I have to note first of all that my screening of Fly Me to the Moon 3D was completely marred by bad projection, which made watching the movie with the 3D glasses on almost unbearable. Images intended to pop out at the audience showed up double, and the varying planes of the film that give it the 3D effect were all mashed together, giving eye strain to anyone who tried to make sense out of which character was where. Seriously, it was all I could do not to walk out entirely.
So Fly Me to the Moon 3D may be an inspiring and hilarious family adventure when seen in proper 3D, but I doubt it. More like a Nickelodeon cartoon than anything intended for the big screen, Fly Me is a lazily made turd that thinks it will be polished by 3D gimmickry. Relying on undiscerning parents—or perhaps napping ones—and kids who are hankering for even more space adventures after Space Chimps and Wall-E, the movie is little more than an excuse to take advantage of the theater’s air conditioning.
The three main characters are typical kid archetypes from varying children’s movies, only this time they’re actually flies who live in a junkyard. There’s the plucky main characters Nat (Trevor Gagnon), who admires his grandpa’s (Christopher Lloyd) war stories, the brainy one IQ (Philip Bolden) and the fat one Scooter (David Gore), who later in the film is actually scolded about the dangers of obesity (oh, how times have changed since Heavyweights). Nat convinces the gang to hitch a ride on the Apollo 11, which is about to launch from nearby Cape Canaveral and put a man on the moon for the first time.
The boys take off into space, the moms (including the voices of Kelly Rip and Nicolette Sheridan) stay home and worry, and somewhere in Russia a group of commie flies plot to derail the shuttle mission to prove some kind of point to those pesky Americans. The Russian subplot results in a fight at mission control that’s actually the most entertaining and dramatic part of the film, but the fact that it makes no sense takes a bit away from the drama.

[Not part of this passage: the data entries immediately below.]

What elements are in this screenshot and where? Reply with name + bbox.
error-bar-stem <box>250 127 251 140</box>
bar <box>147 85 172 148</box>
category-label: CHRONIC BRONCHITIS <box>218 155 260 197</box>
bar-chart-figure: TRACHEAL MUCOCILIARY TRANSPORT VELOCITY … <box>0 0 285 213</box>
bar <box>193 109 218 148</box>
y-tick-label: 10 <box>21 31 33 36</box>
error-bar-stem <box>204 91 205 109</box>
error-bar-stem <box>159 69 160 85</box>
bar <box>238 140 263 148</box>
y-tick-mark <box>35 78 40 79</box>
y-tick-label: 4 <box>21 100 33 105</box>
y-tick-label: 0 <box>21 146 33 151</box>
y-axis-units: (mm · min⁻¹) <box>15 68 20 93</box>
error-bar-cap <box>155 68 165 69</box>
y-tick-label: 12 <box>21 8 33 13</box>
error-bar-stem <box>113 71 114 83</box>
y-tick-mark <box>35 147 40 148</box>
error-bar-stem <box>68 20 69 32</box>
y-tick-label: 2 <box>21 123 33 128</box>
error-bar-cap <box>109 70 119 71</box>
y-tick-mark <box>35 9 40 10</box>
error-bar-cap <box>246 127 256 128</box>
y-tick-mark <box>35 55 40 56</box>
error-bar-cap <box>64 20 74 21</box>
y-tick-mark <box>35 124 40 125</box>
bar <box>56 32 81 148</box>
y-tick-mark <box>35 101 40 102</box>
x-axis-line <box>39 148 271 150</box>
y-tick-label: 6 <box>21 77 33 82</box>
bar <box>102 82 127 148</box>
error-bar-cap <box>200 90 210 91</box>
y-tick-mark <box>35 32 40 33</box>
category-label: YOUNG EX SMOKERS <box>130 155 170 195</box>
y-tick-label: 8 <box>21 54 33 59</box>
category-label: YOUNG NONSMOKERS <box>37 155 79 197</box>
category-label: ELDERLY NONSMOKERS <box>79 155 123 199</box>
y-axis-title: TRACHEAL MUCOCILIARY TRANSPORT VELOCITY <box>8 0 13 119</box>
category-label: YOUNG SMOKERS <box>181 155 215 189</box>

The jokes in Fly Me consist of things like mom saying “Oh my Lord of the Flies!” and lots of fat jokes and dumb jokes at the expense of Scooter. The sense of adventure conveyed by the moon shot, plus some animation that really does capture a sense of magic about the lunar surface, are rare bright spots in a movie that doesn’t seem to be trying too hard to be anything at all. Not every animated movie has to be Wall-E, but they should aim to be something more than a summer afternoon time-waster.

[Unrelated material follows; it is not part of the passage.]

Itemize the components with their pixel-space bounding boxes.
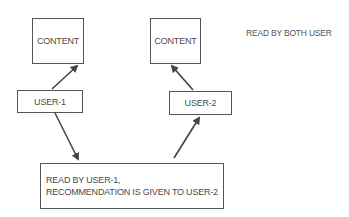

And just in case you were having too much fun suspending your disbelief that flies could have had a moon adventure too, Buzz Aldrin himself shows up onscreen at the end to remind us that the story never could have happened in real life. I guess it was NASA’s requirement for letting the filmmakers use their logos and whatnot, but it’s a killjoy of the highest order in a movie that doesn’t provide that much joy to begin with. The disclaimer takes Fly Me from just being a lame movie to an overall bad idea—after all, if Buzz Aldrin is on hand to tell you you’re wrong, shouldn’t you just call it a day?